── Material to process

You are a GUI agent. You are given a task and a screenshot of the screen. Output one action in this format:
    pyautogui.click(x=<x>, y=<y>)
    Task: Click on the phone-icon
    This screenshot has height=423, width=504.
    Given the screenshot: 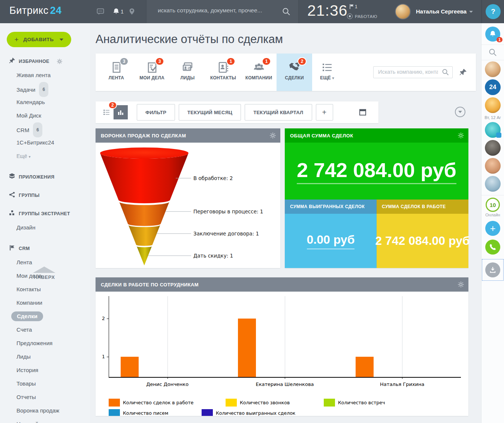 What is the action you would take?
    pyautogui.click(x=493, y=247)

────

> [Your objective] Take the lines from the start of the records through the line holding "This screenshot has", both included, and please print them exactly, with nothing else.

> [Response]
You are a GUI agent. You are given a task and a screenshot of the screen. Output one action in this format:
    pyautogui.click(x=<x>, y=<y>)
    Task: Click on the phone-icon
    This screenshot has height=423, width=504.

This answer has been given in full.